Perhaps the first light of Egypt’s private education initiatives is shining into the further reaches of Cairo and the sea. Growth is everywhere – and improvement finds a new hospitality waiting.
Well dressed youth are running shops, businesses, and managing wastewater treatment plants. And the plant operators have been raised with the internet and educated in far better schools than their parents could have dreamed for.
In the Governorates water authority staff presented recent pilot projects and demonstrated their knowledge and understanding of the principles involved. Water treatment facilities were being operated well - a 100 year old WTP in Damietta was still in operation with critical valves and pumps maintained, and with a well-equipped laboratory monitoring the production. WWTPs with failing concrete and rusted walkways were nonetheless meeting effluent specifications under the supervision of young engineers.
This may be the new Egypt . . . the rise of youth, education, knowledge with the confidence of the internet. In Damietta, a City at the East outlet of the Nile, the streets are lined with piles of imported lumber. Called the "most industrious" of Egyptian cities, Damietta is home to one of the planet's largest collections of furniture manufacturing companies.

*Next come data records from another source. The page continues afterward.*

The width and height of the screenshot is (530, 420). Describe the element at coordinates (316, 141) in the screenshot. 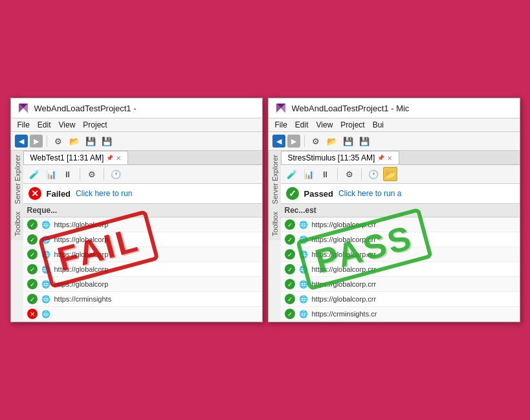

I see `gear-icon-right: ⚙` at that location.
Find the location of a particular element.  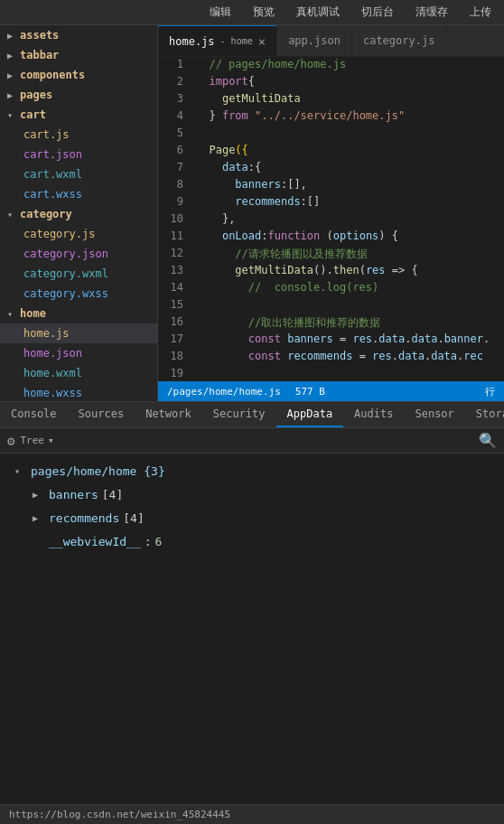

devtools-toolbar: ⚙ Tree ▾ 🔍 is located at coordinates (252, 441).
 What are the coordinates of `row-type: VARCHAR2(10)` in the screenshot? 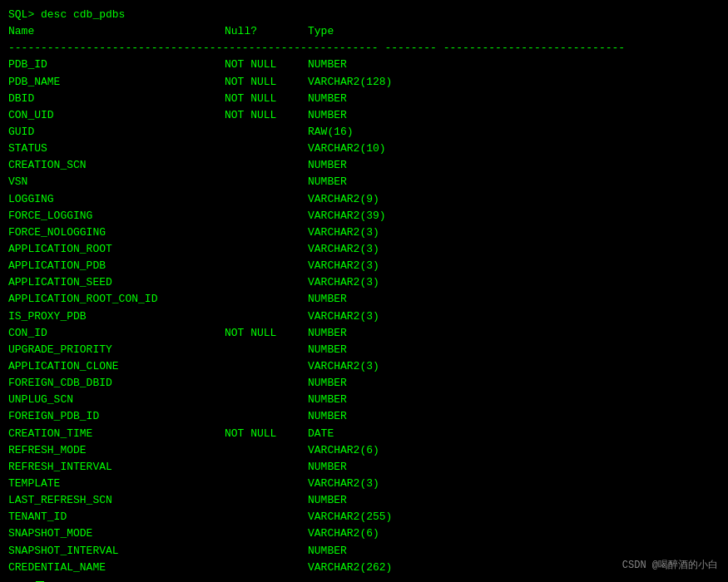 It's located at (347, 149).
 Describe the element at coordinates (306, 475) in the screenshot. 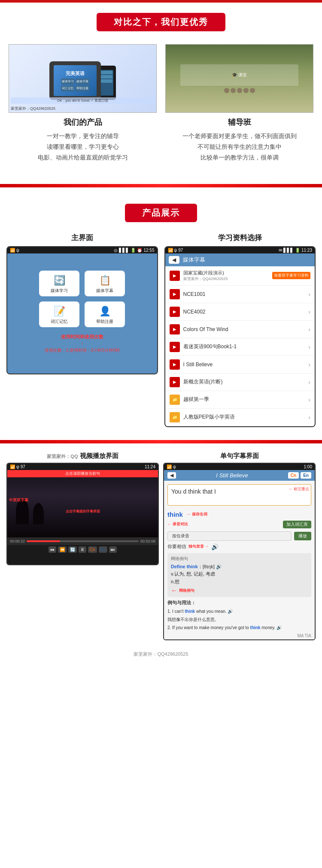

I see `en-btn: En` at that location.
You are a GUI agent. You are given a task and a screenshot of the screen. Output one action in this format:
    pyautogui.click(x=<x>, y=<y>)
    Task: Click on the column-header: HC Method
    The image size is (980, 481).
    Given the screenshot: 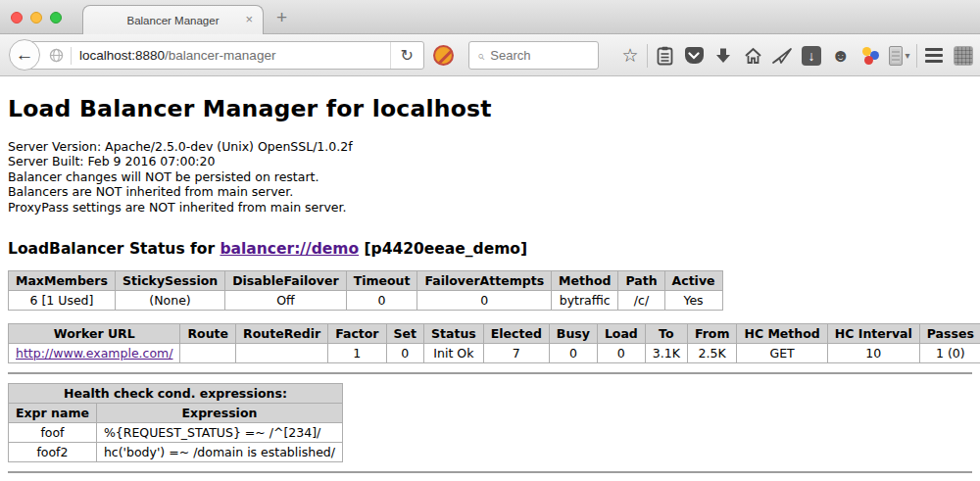 What is the action you would take?
    pyautogui.click(x=782, y=334)
    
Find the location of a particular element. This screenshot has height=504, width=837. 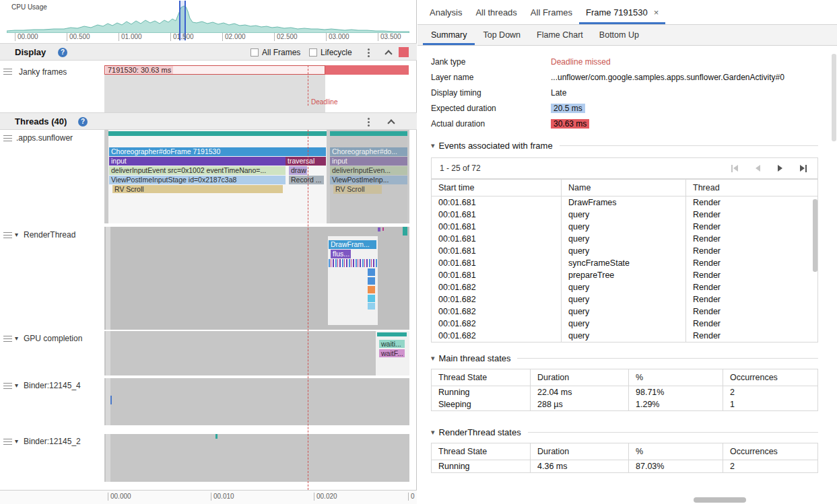

event-row: 00:01.681DrawFramesRender is located at coordinates (625, 203).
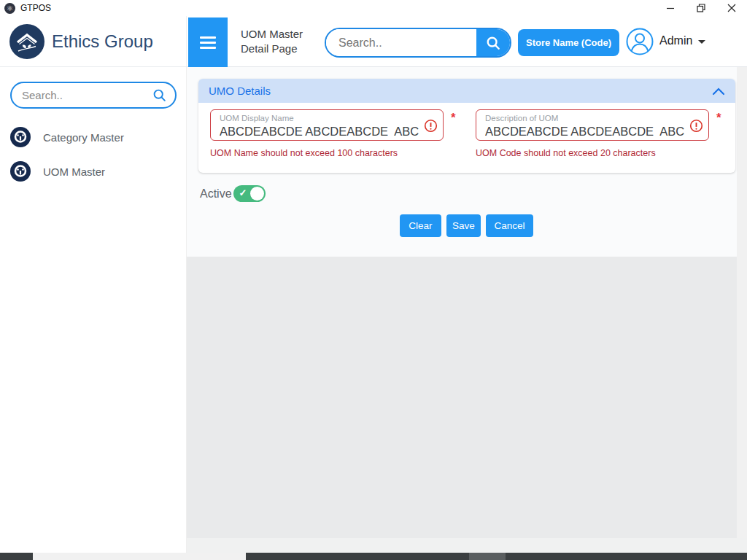 The width and height of the screenshot is (747, 560). I want to click on sidebar-item-uom-master: UOM Master, so click(58, 171).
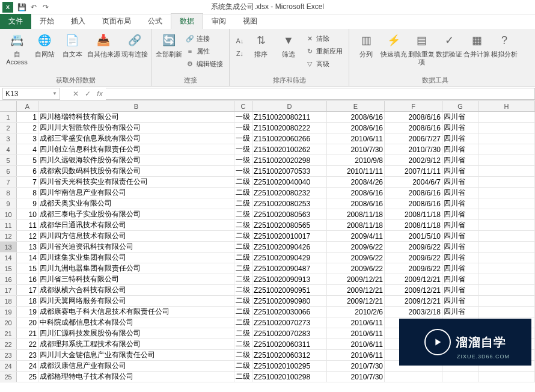 This screenshot has height=392, width=535. What do you see at coordinates (136, 322) in the screenshot?
I see `cell: 中科院成都信息技术有限公司` at bounding box center [136, 322].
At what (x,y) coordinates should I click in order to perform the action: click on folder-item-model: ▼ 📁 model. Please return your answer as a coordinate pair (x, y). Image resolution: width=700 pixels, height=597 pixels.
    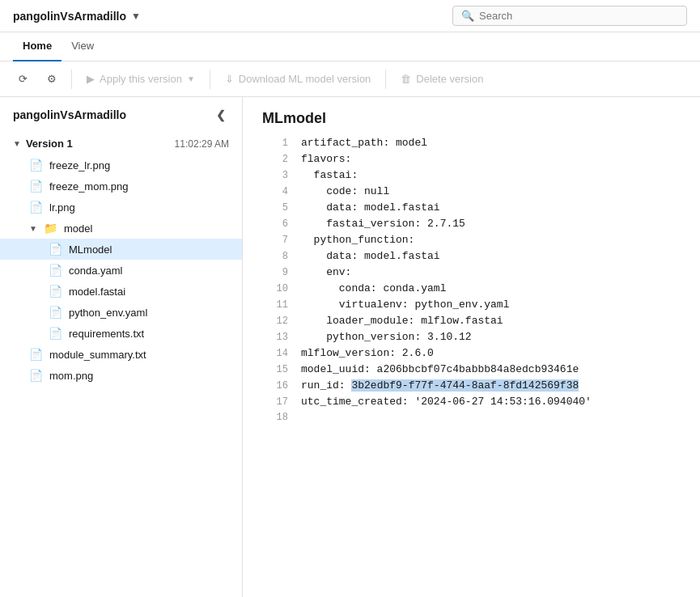
    Looking at the image, I should click on (121, 228).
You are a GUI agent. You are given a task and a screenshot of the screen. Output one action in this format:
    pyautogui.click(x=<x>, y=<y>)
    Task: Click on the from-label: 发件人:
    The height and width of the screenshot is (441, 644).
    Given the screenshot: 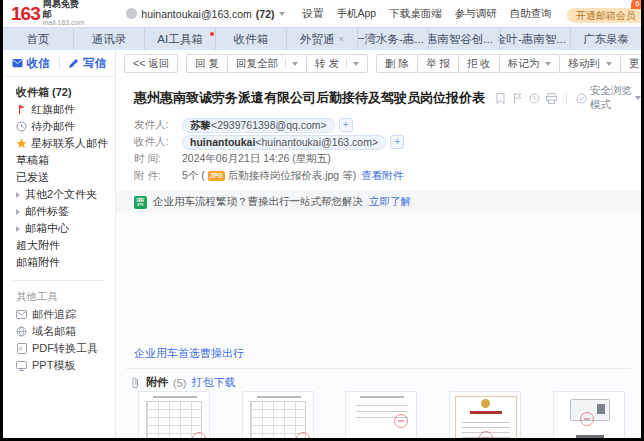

Once in the tumbled past of 12 years ago I sampled Lake Manzala's water in the early light of dawn as part of an environmental monitoring program. The distinctive and exotic sails of the Lake Manzala lateen rigged sail boats still tend fish traps on the lake and the shores are now lined with countless new fish farms. Port Said is twice the size as when I worked there - housing and industry stretch far past the wastewater treatment facility where I once worked.